Segment Open

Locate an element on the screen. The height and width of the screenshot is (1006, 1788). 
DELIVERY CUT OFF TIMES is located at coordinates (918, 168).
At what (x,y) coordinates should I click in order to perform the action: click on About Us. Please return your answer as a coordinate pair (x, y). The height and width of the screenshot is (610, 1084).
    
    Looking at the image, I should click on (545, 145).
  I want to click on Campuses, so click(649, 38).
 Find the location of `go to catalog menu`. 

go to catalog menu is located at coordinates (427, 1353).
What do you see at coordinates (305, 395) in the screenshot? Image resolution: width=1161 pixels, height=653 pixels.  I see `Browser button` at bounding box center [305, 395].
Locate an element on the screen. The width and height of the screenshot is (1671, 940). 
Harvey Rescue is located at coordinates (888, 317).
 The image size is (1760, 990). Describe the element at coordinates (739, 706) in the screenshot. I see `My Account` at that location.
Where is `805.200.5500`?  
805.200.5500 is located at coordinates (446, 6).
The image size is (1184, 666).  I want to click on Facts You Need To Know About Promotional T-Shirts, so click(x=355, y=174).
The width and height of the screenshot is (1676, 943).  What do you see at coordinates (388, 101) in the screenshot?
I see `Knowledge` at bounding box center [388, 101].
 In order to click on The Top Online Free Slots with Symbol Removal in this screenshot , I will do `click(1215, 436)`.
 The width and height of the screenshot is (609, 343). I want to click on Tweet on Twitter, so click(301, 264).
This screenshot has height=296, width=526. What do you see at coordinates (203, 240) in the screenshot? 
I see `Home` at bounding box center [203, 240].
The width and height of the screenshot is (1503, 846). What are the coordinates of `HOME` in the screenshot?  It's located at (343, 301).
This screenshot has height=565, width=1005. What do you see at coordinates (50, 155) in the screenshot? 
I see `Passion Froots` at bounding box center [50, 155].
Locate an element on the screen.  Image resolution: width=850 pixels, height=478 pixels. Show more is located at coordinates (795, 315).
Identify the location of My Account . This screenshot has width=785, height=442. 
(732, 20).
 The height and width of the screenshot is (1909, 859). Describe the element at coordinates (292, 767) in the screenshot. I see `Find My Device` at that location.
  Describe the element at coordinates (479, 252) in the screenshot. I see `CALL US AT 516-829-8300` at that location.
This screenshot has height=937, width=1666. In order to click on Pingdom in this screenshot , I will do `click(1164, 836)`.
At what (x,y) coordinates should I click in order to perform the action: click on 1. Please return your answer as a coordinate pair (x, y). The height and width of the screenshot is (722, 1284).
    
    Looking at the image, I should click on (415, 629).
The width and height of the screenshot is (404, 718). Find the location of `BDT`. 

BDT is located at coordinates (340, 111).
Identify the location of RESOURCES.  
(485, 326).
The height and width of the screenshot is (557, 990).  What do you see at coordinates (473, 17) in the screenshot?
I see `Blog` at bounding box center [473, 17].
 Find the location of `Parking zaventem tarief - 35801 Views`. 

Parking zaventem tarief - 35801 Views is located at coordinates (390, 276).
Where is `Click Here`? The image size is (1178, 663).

Segment Closed

Find all lines in the records that hold the word "resolution". Copy them.

### SOLUTION TO THIS TASK
What do you see at coordinates (305, 395) in the screenshot? Image resolution: width=1161 pixels, height=653 pixels.  I see `Browser button` at bounding box center [305, 395].
Locate an element on the screen.  Image resolution: width=850 pixels, height=478 pixels. Show more is located at coordinates (795, 315).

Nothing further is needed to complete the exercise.